Step inside the offshore substation and you find a tidy maze of transformers, switchgear and control cabinets, more like a compact factory floor than a ship. Technicians monitor everything from a remote operations room onshore, watching live load and wind data on large, bright screens.
Background on Ărsted A/S shares
Hornsea 2 is one of the flagship offshore wind assets that anchors Ărstedâs cash flow and keeps the company in focus for renewable-energy investors.
Construction milestones and partners
Hornsea 2 reached full commissioning in August 2022 after a multi-year build program that included turbine installation, cabling and grid integration. Ărsted developed the project with partners, but it now holds a majority stake and operates the wind farm day-to-day.
The turbines themselves are Siemens Gamesa 8.0-167 DD units with 167 m rotor diameters, each blade longer than many city-center streets. Standing below one of these blades in port during installation, riggers described the composite surface as âsmooth as a surfboard and just as unforgivingâ if you misjudge your step.
Revenue logic and UK support scheme
Hornsea 2 earns its money under the UKâs Contracts for Difference regime, with a strike price of around GBP 57.50 per MWh in 2012 prices for a 15-year term. That structure gives cash flow visibility as long as the wind blows and the turbines keep turning. The Low Carbon Contracts Company publishes the CfD details for Hornsea 2.

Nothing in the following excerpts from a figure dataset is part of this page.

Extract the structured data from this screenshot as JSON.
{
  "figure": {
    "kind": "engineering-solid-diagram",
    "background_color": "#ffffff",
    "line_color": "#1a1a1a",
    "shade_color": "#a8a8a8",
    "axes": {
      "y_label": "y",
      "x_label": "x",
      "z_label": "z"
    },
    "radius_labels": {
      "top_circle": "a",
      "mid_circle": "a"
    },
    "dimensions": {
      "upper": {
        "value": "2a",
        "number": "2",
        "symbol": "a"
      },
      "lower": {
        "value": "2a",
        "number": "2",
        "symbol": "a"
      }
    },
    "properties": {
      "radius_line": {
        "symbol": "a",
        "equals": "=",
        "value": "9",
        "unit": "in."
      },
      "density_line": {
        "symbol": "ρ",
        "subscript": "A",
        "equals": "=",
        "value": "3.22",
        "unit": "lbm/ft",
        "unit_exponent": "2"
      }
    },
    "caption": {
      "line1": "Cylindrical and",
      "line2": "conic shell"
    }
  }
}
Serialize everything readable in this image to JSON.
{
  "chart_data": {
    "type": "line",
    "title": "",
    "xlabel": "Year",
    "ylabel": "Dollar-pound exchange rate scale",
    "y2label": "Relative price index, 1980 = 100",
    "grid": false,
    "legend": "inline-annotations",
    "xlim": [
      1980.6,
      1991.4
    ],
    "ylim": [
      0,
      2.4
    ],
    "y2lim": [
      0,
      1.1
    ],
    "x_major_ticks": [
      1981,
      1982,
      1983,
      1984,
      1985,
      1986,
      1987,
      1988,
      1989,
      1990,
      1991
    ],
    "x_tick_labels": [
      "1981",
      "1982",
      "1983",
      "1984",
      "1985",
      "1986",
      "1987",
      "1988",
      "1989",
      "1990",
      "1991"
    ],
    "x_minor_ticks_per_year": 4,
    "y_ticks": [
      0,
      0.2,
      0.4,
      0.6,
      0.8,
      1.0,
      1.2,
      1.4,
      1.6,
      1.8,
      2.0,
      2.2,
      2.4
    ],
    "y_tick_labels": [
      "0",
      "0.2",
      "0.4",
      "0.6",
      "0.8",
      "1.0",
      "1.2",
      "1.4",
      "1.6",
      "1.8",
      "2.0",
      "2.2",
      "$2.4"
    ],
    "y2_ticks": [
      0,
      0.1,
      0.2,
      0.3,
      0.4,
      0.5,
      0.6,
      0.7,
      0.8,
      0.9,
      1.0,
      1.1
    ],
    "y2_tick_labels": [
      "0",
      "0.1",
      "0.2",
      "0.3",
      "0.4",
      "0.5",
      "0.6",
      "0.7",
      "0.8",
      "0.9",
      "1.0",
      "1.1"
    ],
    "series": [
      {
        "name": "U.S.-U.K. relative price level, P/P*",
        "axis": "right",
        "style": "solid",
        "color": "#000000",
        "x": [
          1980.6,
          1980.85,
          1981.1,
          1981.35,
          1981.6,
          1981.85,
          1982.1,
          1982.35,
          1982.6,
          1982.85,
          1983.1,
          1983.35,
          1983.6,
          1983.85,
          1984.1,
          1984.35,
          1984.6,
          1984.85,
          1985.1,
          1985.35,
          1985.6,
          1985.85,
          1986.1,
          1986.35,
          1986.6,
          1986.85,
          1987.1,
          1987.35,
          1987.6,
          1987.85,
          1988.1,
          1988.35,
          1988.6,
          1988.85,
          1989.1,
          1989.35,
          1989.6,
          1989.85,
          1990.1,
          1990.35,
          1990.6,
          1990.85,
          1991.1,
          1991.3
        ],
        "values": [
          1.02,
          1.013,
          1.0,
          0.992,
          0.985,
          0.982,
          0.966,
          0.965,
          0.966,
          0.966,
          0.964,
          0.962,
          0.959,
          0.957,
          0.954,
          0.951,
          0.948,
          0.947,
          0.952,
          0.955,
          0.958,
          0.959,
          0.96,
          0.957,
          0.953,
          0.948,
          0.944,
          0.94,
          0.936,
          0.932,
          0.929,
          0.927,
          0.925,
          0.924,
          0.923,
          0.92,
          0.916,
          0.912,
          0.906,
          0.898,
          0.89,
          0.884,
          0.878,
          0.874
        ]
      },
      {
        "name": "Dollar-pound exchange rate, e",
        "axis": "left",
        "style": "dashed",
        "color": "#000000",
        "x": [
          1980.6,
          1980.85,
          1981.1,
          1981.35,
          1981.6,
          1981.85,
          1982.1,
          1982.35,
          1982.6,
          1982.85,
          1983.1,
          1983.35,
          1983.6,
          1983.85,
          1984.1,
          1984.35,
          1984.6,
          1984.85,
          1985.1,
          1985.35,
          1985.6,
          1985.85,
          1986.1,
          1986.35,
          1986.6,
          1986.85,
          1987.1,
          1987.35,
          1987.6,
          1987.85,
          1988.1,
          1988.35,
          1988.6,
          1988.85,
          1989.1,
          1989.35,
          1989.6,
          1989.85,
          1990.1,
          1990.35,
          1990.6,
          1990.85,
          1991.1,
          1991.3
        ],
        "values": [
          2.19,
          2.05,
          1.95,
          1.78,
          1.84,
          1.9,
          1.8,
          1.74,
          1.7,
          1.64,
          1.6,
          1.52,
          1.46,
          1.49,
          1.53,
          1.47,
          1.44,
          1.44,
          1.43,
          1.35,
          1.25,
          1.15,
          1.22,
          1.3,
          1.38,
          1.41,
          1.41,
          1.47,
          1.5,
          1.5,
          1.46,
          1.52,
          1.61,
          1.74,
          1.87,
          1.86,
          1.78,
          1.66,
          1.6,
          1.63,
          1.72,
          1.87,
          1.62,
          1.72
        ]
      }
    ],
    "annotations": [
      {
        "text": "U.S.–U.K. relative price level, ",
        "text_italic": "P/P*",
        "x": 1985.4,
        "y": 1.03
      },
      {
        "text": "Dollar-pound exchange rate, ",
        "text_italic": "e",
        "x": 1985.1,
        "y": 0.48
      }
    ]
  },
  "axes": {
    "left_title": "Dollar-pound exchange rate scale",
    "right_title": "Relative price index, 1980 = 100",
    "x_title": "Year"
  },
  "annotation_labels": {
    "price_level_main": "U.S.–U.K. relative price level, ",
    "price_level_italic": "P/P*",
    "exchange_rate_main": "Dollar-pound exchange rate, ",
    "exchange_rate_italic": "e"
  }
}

Beyond the contract period, the asset remains connected and can sell power at market prices, although long-term output will depend on maintenance and component replacements. Ărsted focuses heavily on predictive maintenance, using vibration and temperature data to plan repairs before faults escalate.
Operations, crews and logistics
Day-to-day operations rely on a mix of crew transfer vessels and, for some campaigns, service operation vessels that stay on site for weeks. Technicians often describe the trip out as a quiet commute, laptop bag in one hand, lifejacket in the other.
Once at the turbine, climbing the tower remains physical work. Narrow ladders, the smell of lubricants and the constant sway of the structure remind you that this is heavy industry at height. Safety protocols are strict, from harness checks to weather windows.
Where Hornsea 2 fits in Ărstedâs portfolio
Hornsea 2 is part of the Hornsea Zone, which also includes Hornsea 1 and the planned Hornsea 3 project, giving Ărsted a cluster effect in the North Sea. Sharing ports, vessels and maintenance teams can cut costs compared with running isolated farms.
For investors, Hornsea 2 sits alongside Ărstedâs other large offshore projects in the UK, Germany, the Netherlands and the United States, forming a portfolio that blends mature, cash-generating assets with projects still under construction or awaiting final investment decisions.
Stock reference and investor view
Ărsted A/S, headquartered in Denmark, is listed on Nasdaq Copenhagen, where it is a key component of the local blue-chip index. The Ărsted A/S share price reflects expectations about offshore wind policy, project execution and power-price trends rather than performance of a single farm like Hornsea 2.
Key facts on Hornsea 2
- Product: Hornsea 2 offshore wind farm
- Manufacturer: Ărsted A/S
- Category: Flagship/Bestseller offshore wind asset
- Launch: Fully commissioned August 2022
- RRP / Price: Not applicable - regulated power asset under UK CfD with strike price around GBP 57.50/MWh (2012 prices)
- Availability: Operating in the UK sector of the North Sea, power delivered into the British grid
- Target group: National grid operators, the UK power market and ultimately residential and business consumers
- Highlight / USP: Around 1.3 GW installed capacity, powering over 1.4 million UK homes
This article was AI-assisted and editorially reviewed. Product information without guarantee; prices and availability may change at short notice. No investment advice, no buy or sell recommendation. Stock-market transactions involve risks up to total loss.